Cardinal Health reported a strong quarter, with revenue up 11% to $61 billion, non-GAAP EPS up 35% to $3.17, gross profit up 18%, and operating earnings up 18%. Management raised full-year non-GAAP EPS guidance to $10.70-$10.80 and adjusted free cash flow guidance to $3.3 billion-$3.7 billion, while also increasing Pharma and other growth business profit outlooks. Offsetting the strength were a $184 million Navista goodwill impairment and ongoing tariff uncertainty, but buybacks reached $1 billion year-to-date and leverage improved to 3x.

Analysis

The market should read this as a quality-of-earnings re-rating, not just an earnings beat. The most important signal is that the company is converting operating scale into free cash flow while de-risking the balance sheet, which raises the durability of buybacks and reduces the equity’s discount rate. That combination matters more than the headline EPS step-up because it creates a self-funding compounding loop: higher cash generation supports repurchases, repurchases reduce share count, and lower leverage expands optionality for M&A or further capital returns.
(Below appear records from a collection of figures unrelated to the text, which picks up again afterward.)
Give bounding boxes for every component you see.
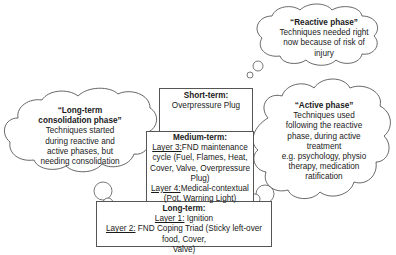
short-term-heading: Short-term:	[159, 91, 253, 101]
layer-3-label: Layer 3:	[152, 143, 182, 152]
active-phase-line: treatment	[272, 142, 376, 152]
layer-2-label: Layer 2:	[106, 224, 136, 233]
layer-3-text: cycle (Fuel, Flames, Heat,	[146, 153, 254, 163]
consolidation-phase-title: “Long-term	[30, 106, 130, 116]
layer-1-text: Ignition	[184, 214, 213, 223]
reactive-phase-line: Techniques needed right	[276, 28, 372, 38]
active-phase-text: “Active phase” Techniques used following…	[272, 101, 376, 183]
layer-1-label: Layer 1:	[155, 214, 185, 223]
medium-term-heading: Medium-term:	[146, 133, 254, 143]
layer-4-text: (Pot, Warning Light)	[146, 194, 254, 204]
active-phase-line: ratification	[272, 172, 376, 182]
long-term-heading: Long-term:	[96, 204, 272, 214]
consolidation-phase-line: during reactive and	[30, 137, 130, 147]
reactive-phase-text: “Reactive phase” Techniques needed right…	[276, 18, 372, 59]
layer-4-label: Layer 4:	[151, 184, 181, 193]
layer-4-text: Medical-contextual	[181, 184, 249, 193]
active-phase-line: Techniques used	[272, 111, 376, 121]
active-phase-line: e.g. psychology, physio	[272, 152, 376, 162]
layer-2-text: Valve)	[96, 245, 272, 255]
reactive-thought-bubble-small	[247, 72, 253, 78]
consolidation-phase-line: needing consolidation	[30, 157, 130, 167]
short-term-text: Short-term: Overpressure Plug	[159, 91, 253, 111]
reactive-thought-bubble-large	[253, 61, 263, 71]
consolidation-phase-text: “Long-term consolidation phase” Techniqu…	[30, 106, 130, 167]
layer-3-text: Plug)	[146, 174, 254, 184]
consolidation-phase-line: active phases, but	[30, 147, 130, 157]
layer-3-text: FND maintenance	[182, 143, 248, 152]
consolidation-phase-line: Techniques started	[30, 126, 130, 136]
medium-term-text: Medium-term: Layer 3:FND maintenance cyc…	[146, 133, 254, 204]
active-phase-line: phase, during active	[272, 132, 376, 142]
active-phase-title: “Active phase”	[272, 101, 376, 111]
consolidation-thought-bubble-large	[94, 182, 112, 200]
short-term-item: Overpressure Plug	[159, 101, 253, 111]
reactive-phase-line: now because of risk of	[276, 38, 372, 48]
layer-2-text: FND Coping Triad (Sticky left-over food,…	[136, 224, 263, 243]
reactive-phase-line: injury	[276, 49, 372, 59]
reactive-phase-title: “Reactive phase”	[276, 18, 372, 28]
long-term-text: Long-term: Layer 1: Ignition Layer 2: FN…	[96, 204, 272, 255]
layer-3-text: Cover, Valve, Overpressure	[146, 164, 254, 174]
active-phase-line: following the reactive	[272, 121, 376, 131]
consolidation-phase-title: consolidation phase”	[30, 116, 130, 126]
active-phase-line: therapy, medication	[272, 162, 376, 172]
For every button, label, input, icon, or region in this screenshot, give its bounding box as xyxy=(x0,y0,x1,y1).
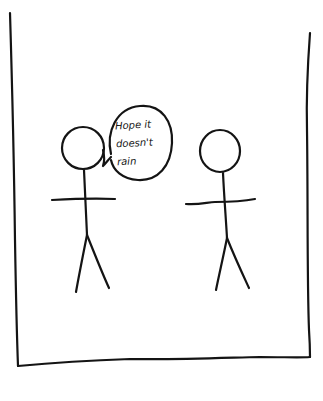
speech-line-3: rain xyxy=(117,151,170,172)
left-figure-body xyxy=(84,170,87,235)
left-figure-head xyxy=(62,127,104,169)
left-stick-figure xyxy=(52,127,115,292)
panel-bottom-border xyxy=(18,357,310,366)
comic-panel xyxy=(0,0,323,401)
speech-bubble-text: Hope it doesn't rain xyxy=(115,115,170,172)
right-figure-arms xyxy=(186,199,255,204)
panel-left-border xyxy=(10,13,18,366)
right-figure-left-leg xyxy=(216,238,227,290)
right-figure-head xyxy=(200,130,240,172)
panel-right-border xyxy=(307,33,310,357)
left-figure-arms xyxy=(52,199,115,200)
left-figure-right-leg xyxy=(87,235,109,288)
right-stick-figure xyxy=(186,130,255,290)
left-figure-left-leg xyxy=(76,235,87,292)
right-figure-right-leg xyxy=(227,238,249,288)
right-figure-body xyxy=(223,173,227,238)
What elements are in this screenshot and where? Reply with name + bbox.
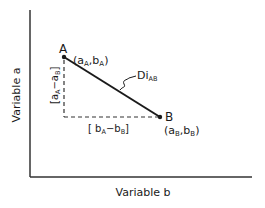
distance-diagram: Variable a Variable b A (aA,bA) B (aB,bB… [0,0,265,208]
horizontal-difference-label: [ bA−bB] [88,123,129,136]
point-b-label: B [165,110,173,124]
point-a-coords: (aA,bA) [73,54,108,68]
point-a-label: A [59,42,68,56]
y-axis-label: Variable a [10,68,23,123]
distance-label: DiAB [137,69,157,83]
vertical-difference-label: [aA−aB] [49,67,62,104]
distance-leader-squiggle [120,76,136,90]
point-b-coords: (aB,bB) [164,124,199,138]
x-axis-label: Variable b [115,186,170,199]
point-b-marker [158,115,162,119]
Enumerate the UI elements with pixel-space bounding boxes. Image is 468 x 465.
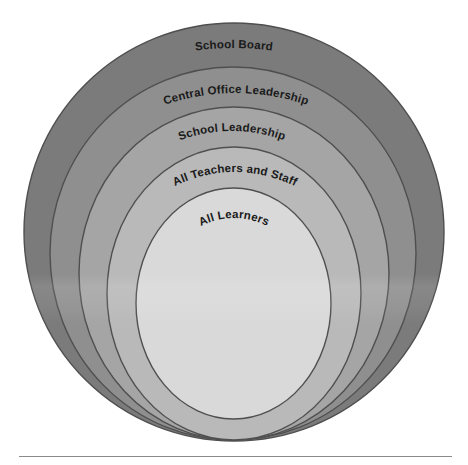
bottom-divider-line bbox=[19, 456, 452, 457]
nested-ring-diagram: School Board Central Office Leadership S… bbox=[0, 0, 468, 465]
The second-order winner is the specialty-and-services ecosystem around CAH. The company is increasingly acting like a platform rather than a distributor, which should pressure smaller regional distributors and narrower MSO models that cannot cross-sell across pharma, home, nuclear, and logistics. If the Solaris ramp and ADS integration continue to land, the earnings mix shifts toward higher-quality, less commoditized revenue streams; that can compress volatility even if core pharma growth normalizes. The implication for competitors is that price competition becomes harder to use as a weapon because CAH is monetizing adjacency and workflow integration rather than just distribution spread. The biggest near-term overhang is that a meaningful slice of the current upside is below-the-line: tax, repurchases, and potential tariff refunds. That means the stock can look optically cheap on current-year EPS, but investors will quickly punish any slip in execution or any delay in refund timing because the bridge to the raised guide is partly financial engineering, not purely operating leverage. The contrarian read is that the Navista impairment may actually be a positive signal: management is acknowledging a weaker sub-strategy early and reallocating attention toward the parts of Specialty with better economics. That should be viewed as portfolio pruning, not impairment-driven deterioration, unless the equity/MSO pivot starts to crowd out growth in oncology relationships over the next 2-3 quarters.